A webpack plugin that makes webpack only build entrypoints with changed files/dependencies (therefore, skipping entrypoints with no changes).
yarn add -D rebuild-changed-entrypoints-webpack-plugin
npm install rebuild-changed-entrypoints-webpack-plugin --save-dev
const RebuildChangedPlugin = require('rebuild-changed-entrypoints-webpack-plugin');
// Webpack configuration
module.exports = {
//...
plugins: [
new RebuildChangedPlugin({
cacheDirectory: __dirname,
}),
],
//...
};
There are some options you can pass to modify the behavior of the plugin.
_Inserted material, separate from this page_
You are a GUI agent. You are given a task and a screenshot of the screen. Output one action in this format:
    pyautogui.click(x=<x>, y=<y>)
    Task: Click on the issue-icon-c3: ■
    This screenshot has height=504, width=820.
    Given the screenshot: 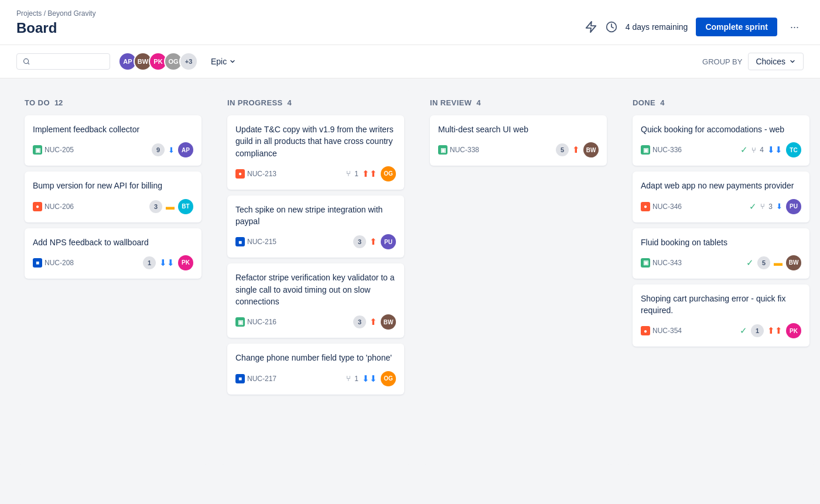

Attribute | Type | Required | Description |
---|---|---|---|
cacheDirectory | {String} |
True | Specifies the path, where the cache directory .webpack-changed-plugin-cache will be generated |
logLevel | {"none" | "error" | "debug"} |
False - default: "none" |
Specifies the logLevel for the console output. "none" - No logging "error" - Only error logs "debug" - Prints very detailed information about the process |
webpack.config.js
plugins: [
new RebuildChangedPlugin({
cacheDirectory: __dirname,
}),
],
(1) Build up Cache
The plugin hooks into the webpack compilation process. So, after the dependency tree is build, we cache the corresponding dependencies of every entrypoint and their last modification dates by writing this information to a JSON.
(2) Use cache to determine rebuild targets
When webpack tries to rebuild an entrypoint, we check whether the cache holds information for that entry. If there is information and neither a dependenciy from nor the entrypoint itself changed, it is skipped.
No magic :)
This plugin was written to speed up the build process for the development setup in a gulp environment. For development we use gulp.watch
to rebuild according files. However, the watcher does not know about entrypoints and their corresponding dependencies.
However, there might be other use cases, where this plugin makes sense.
This plugin probably does not make sense, when you use the webpack-dev-server.